© 2006 Dream Merchant 2309 Torrance Blvd. #104, Torrance, CA 90501 (310) 328-1925 email: Jkm316@aol.com HOW TO CREATE YOUR OWN GREAT AD...THE FIRST TIME. Ready to Write Your Own Ad? Start With the Headline. By Jeffrey Dobkin
Armed with a solid knowledge of who your audience is, grab a pen and come up with a great headline. Not a good headline, a GREAT headline.
Usually you can do this by showing, offering, providing or proving the biggest benefit of using your product. An easy way to do this is to think "What is the best, the ultimate result that can happen when a customer uses my product?" Now cleverly craft that into a headline with impact. You have under three seconds to capture the attention of the page-scanning reader. Man, today's readers are tough!
The headline is the ad for the ad. If you have a mediocre headline, no one will read the brilliant copy that took you three weeks to write. No one will see the great offer you're making. They won't get that far. If your headline isn't the most captivating headline on the page, no one will bother reading the rest of the ad. They'll simply turn the page. You won't even get a second glance.
Your headline must make an immediate appeal to the readers about what your product is going to do for them. The secret formula I personally recommend is "NEW PRODUCT OFFERS BENEFIT, BENEFIT, BENEFIT." When writing the headline, if it's not great, or it doesn't stress an immediate benefit to the reader, nothing else matters.
When I write an ad, I usually write between 50 and 100 headlines. Then over a period of a few days, I sift through them and select the one great headline. And people wonder why ads from me are expensive--after all, I only had to write one line. The only purpose of the headline is to catch and hold the readers' attention, and demand they read the rest of the ad.
Space permitting, next I use a sub-head. This appears in slightly smaller type, but continues to offer compelling reasons to keep the reader reading the ad. That's the purpose of the sub-head. Expound on the main benefit, or if there is a strong secondary benefit, add it here.
When developing your copy strategy, exactly what do you want readers to do? Call? Send money? Inquire? The body copy of the ad depends on this, and on whether you plan a one-step sale--asking the readers to make a purchase directly from the ad--or a two-step sale asking the readers to request more information (which gives you the chance to send a longer, harder-hitting direct mail package).
Smaller or classified ads demand a two-step selling posture. Since you have only a few words, there isn't really enough copy to sell a product--so you must go for the inquiry.
Then decide on how tightly you want to qualify your prospects. Throw as loose or as tight a qualification net as you like. A loose net is asking anyone and everyone to contact you: Check off the reader service card, call you on your own toll-free number, or send back your reply card postpaid by you. This increases the response, but adds plenty of expense from people who have no intention to buy. Your competitors will love you for this! So will the "just curious."
A tight qualification net screens respondents in some way, and increases the value of each response, depending on the toughness of your qualifier. A minimal qualification may be to make respondents call on their dime. Send back a reply card they have to place their own stamp on. Or you can say that response cards won't be processed without phone numbers. On the high end, a tight qualifier may say a minimum investment amount of "so much" is required, or that your sales rep will personally call on each inquirer in person.
I once ran a campaign to the teaching profession. We received thousands of responses from a reader service bingo number, but further mailings to respondents resulted in a scant few sales. I asked the magazine publisher for some of the response cards, and when he sent them I found out why. Half the cards had ALL the numbers circled. Some teachers even drew one big circle around all the numbers en masse. What did I learn from this? Not who liked my product, but that teachers just like to get mail. I guess if you're a teacher in rural Nebraska, the Saturday mail delivery is a whopping big event.
Write the body copy enhancing the benefits. Make your offer sound sensational. To increase response, offer a free trial or a money-back guarantee. Hammer home the benefits, and ask for the readers to call you several times and place their orders. In addition, give your phone number several times in the ad.
NEXT ISSUE: More on Writing Ads
Jeffrey Dobkin, author of HOW TO MARKET A PRODUCT FOR UNDER $500 and UNCOMMON MARKETING TECHNIQUES, is a specialist in direct response copywriting. He writes powerful, response-driven sales letters, TV commercials and scripts; persuasive catalog copy; and exceptionally hard-hitting direct mail packages that increase sales. He also analyzes direct marketing packages, ads, catalogs, and campaigns. Mr. Dobkin is an acclaimed speaker and a direct marketing consultant. Call him directly at 610-642-1000 for free samples of his work.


* ABOUT THIS TASK *
Return every record below exactly as given, images excluded.

◇ ◇ ◇ ◇

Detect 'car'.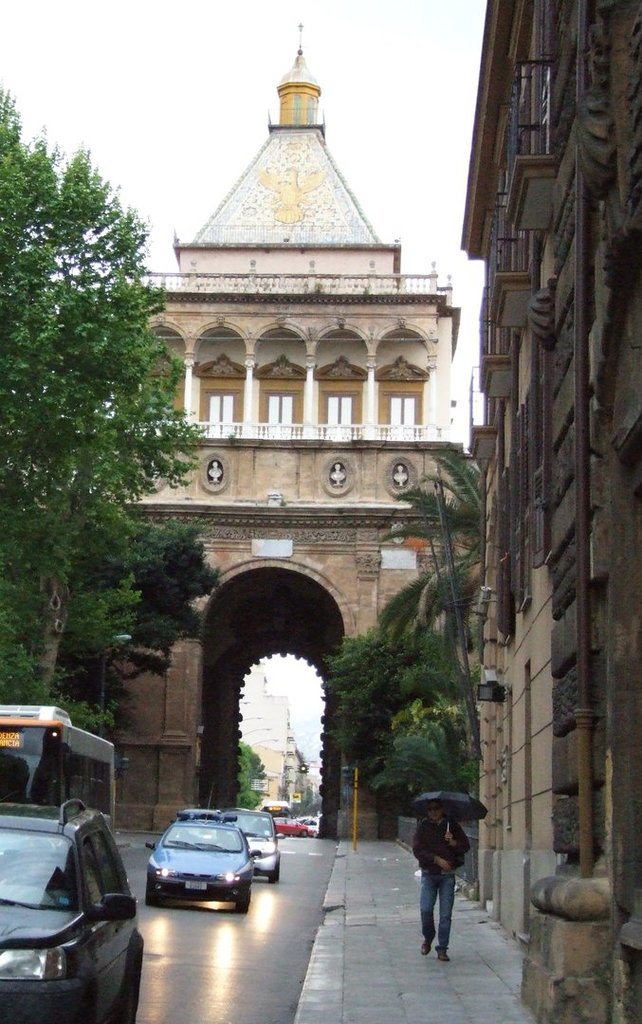
Detected at 0,798,138,1023.
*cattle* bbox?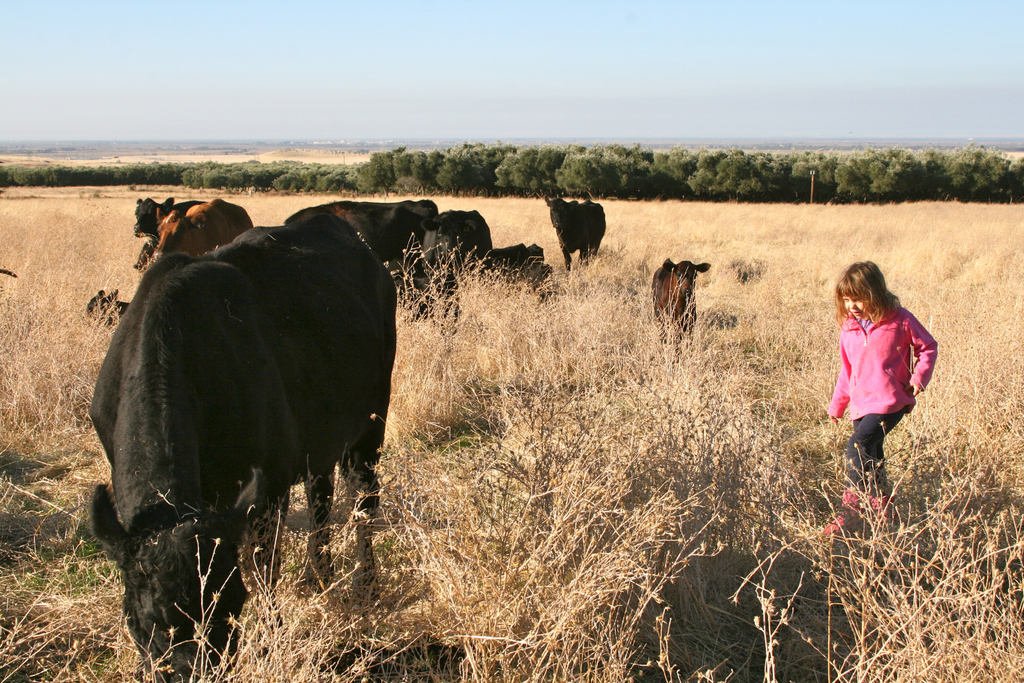
<box>477,248,548,289</box>
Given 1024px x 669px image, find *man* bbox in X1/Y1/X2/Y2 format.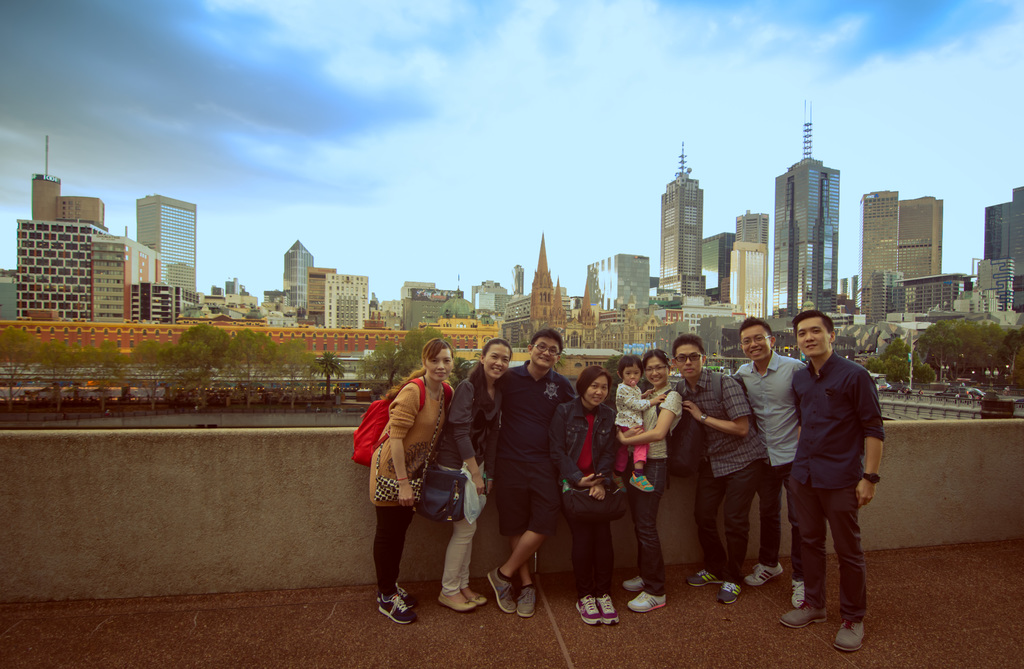
732/313/811/604.
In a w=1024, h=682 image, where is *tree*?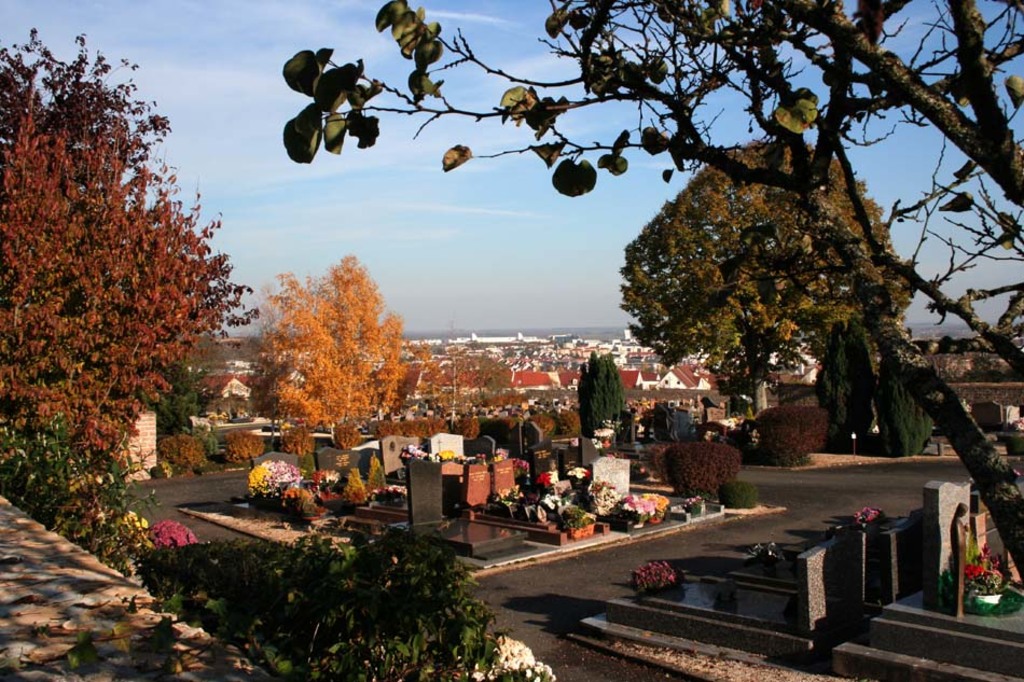
x1=232 y1=250 x2=418 y2=451.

◇ ◇ ◇ ◇

* REPLY *
Detect 'car'.
Detected at 0,798,138,1023.
*cattle* bbox?
<box>477,248,548,289</box>
Given 1024px x 669px image, find *man* bbox in X1/Y1/X2/Y2 format.
732/313/811/604.
In a w=1024, h=682 image, where is *tree*?
x1=232 y1=250 x2=418 y2=451.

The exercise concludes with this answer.